The AI evaluation startup confirmed unauthorized access to an AWS account containing sensitive customer secrets.

Braintrust, a fast-growing startup that provides an “operating system for engineers building AI software,” has disclosed a security incident that exposed customer API keys stored in one of its Amazon Web Services cloud accounts. The company is now urging every customer to revoke and replace any credentials stored on its platform.

In an email sent Monday and disclosed publicly on Tuesday, Braintrust confirmed “unauthorized access” to an AWS account used to host API keys that customers rely on to connect with cloud-based AI models. The startup said it has communicated with one impacted customer and has not found evidence of broader exposure, but it is asking all users to rotate their keys out of an abundance of caution.

“The incident has been contained, and in the meantime, we’ve locked down the compromised account, audited and restricted access across related systems, and rotated internal secrets,” Braintrust said in its disclosure.
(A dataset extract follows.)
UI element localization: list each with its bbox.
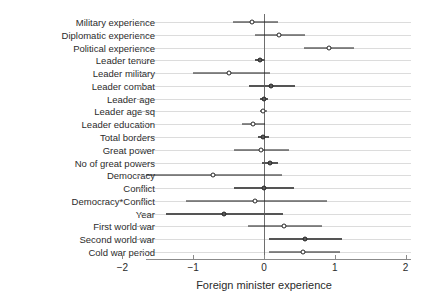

The cause of the breach remains under investigation.

The incident highlights a growing vulnerability in the AI supply chain. As companies rush to integrate large language models into their products, they increasingly rely on third-party platforms like Braintrust to manage prompts, evaluate performance, and route requests to underlying models. When those platforms are compromised, attackers can gain silent, legitimate-looking access to a customer’s AI infrastructure simply by stealing API keys.

Braintrust is hardly alone in facing this risk. In 2023, CircleCI suffered a similar cloud breach and similarly asked customers to rotate all secrets. More recently, hackers stole 92 gigabytes of data from a compromised AWS account used by the European Commission, affecting 29 EU entities.

Why it matters

For enterprises building on AI, the Braintrust breach is a wake-up call about supply-chain security in the generative AI era. API keys have become the new passwords, and their theft can grant attackers immediate access to proprietary models, customer data, and billing accounts. Security teams should treat third-party AI platforms as critical vendors, enforce regular key rotation, and monitor for anomalous usage patterns that could signal stolen credentials in action.